Review: A Killer’s Game

A Killer’s Game (Daniela Vega #1)A Killer’s Game by Isabella Maldonado
My rating: 5 of 5 stars

A group of 12 mercenary killers are invited to help an unknown client develop a special ops training program that will be conducted almost entirely virtually. Once they arrive at an unknown location in a desert-like location, they find themselves in a seven story underground maze the corridors and rooms of which are controlled remotely by the baritone voice of an unseen master. And they are not there to help him develop any training program.

All the questions are answered by the end--Who is this man? What is this set up if not a training program? Why does he seem to have as his end game the death and destruction of each of the participants? How is he reaching his goal? And Where the Hell are they? When will anyone come to rescue them? After all, one of their numbers is an undercover FBI Agent and another is a man who she and her fellow Agents have turned into her ally.

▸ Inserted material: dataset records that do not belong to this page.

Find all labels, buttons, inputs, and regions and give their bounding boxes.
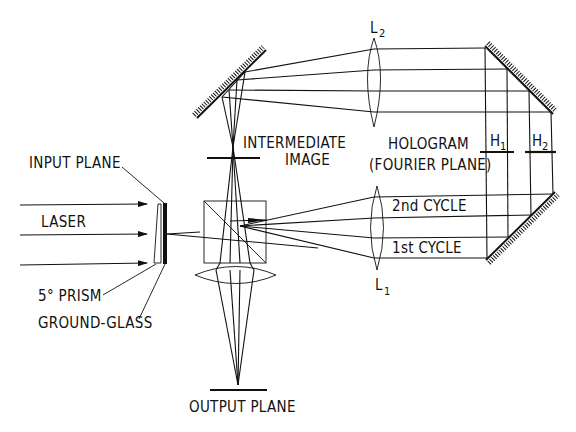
label-L2: L 2 — [370, 19, 386, 40]
mirror-lower-right — [486, 192, 558, 263]
optical-diagram: INPUT PLANE LASER 5° PRISM GROUND-GLASS … — [0, 0, 576, 432]
label-fourier-plane: (FOURIER PLANE) — [369, 156, 492, 174]
svg-text:H: H — [532, 132, 542, 150]
rays-L2-to-mirror — [374, 48, 551, 112]
label-H1: H 1 — [490, 132, 507, 153]
svg-text:2: 2 — [379, 27, 386, 40]
svg-text:L: L — [375, 276, 383, 294]
mirror-upper-right — [485, 43, 556, 114]
cycle-arrow — [230, 218, 267, 223]
svg-text:H: H — [490, 132, 500, 150]
rays-to-output — [216, 270, 254, 385]
label-H2: H 2 — [532, 132, 549, 153]
label-hologram: HOLOGRAM — [388, 135, 469, 153]
ground-glass-input-plane — [163, 203, 167, 264]
label-input-plane: INPUT PLANE — [29, 154, 121, 172]
label-laser: LASER — [41, 213, 86, 231]
label-2nd-cycle: 2nd CYCLE — [392, 197, 467, 215]
label-intermediate: INTERMEDIATE — [243, 134, 346, 152]
label-output-plane: OUTPUT PLANE — [189, 398, 296, 416]
svg-text:2: 2 — [542, 140, 549, 153]
label-ground-glass: GROUND-GLASS — [38, 314, 153, 332]
svg-text:1: 1 — [384, 285, 391, 298]
svg-text:1: 1 — [500, 140, 507, 153]
label-1st-cycle: 1st CYCLE — [392, 239, 462, 257]
rays-splitter-to-L1 — [240, 197, 374, 258]
svg-text:L: L — [370, 19, 378, 37]
beam-splitter-cube — [204, 201, 266, 263]
imaging-lens — [195, 267, 276, 284]
label-prism: 5° PRISM — [38, 287, 102, 305]
label-L1: L 1 — [375, 276, 391, 298]
prism-5-degree — [154, 204, 161, 263]
lens-L2 — [368, 38, 381, 127]
label-image: IMAGE — [285, 151, 330, 169]
rays-mirror-to-L2 — [222, 49, 374, 112]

Throw in a little Hispanic female Ranger who is smarter, tougher and stronger than any of the thugs who make up this team or the guy who is manipulating them and you have the requisite minority gal who can do anything her male counterparts can do, only better. Oh, sure, the spandex suit she is wearing is adequately described to let the reader know that she has all the feminine bodily allure that some of the men might notice. And, she has a few emotional moments, when she reacts momentarily to the deaths of her fellow captives or has memories of her backstory or interactions with her younger brother and sister. But, for all intents and purposes, she is just one of the guys in a book where most of the characters, including Dani, are called and referred to by surnames only--Vega, she is.

The theme is similar to The Naked Prey and The Most Dangerous Game in which humans are hunted prey and the heroine is similar to Erin Carter in the Netflix show--Who is Erin Carter--Vega just doesn't get gut shot or have as much hand to hand combat but the incredible survival skills shown usually by men in such shows and books is the same for her.

Not terribly original and having a definite agenda, still the book is riveting and the ending has a good hook.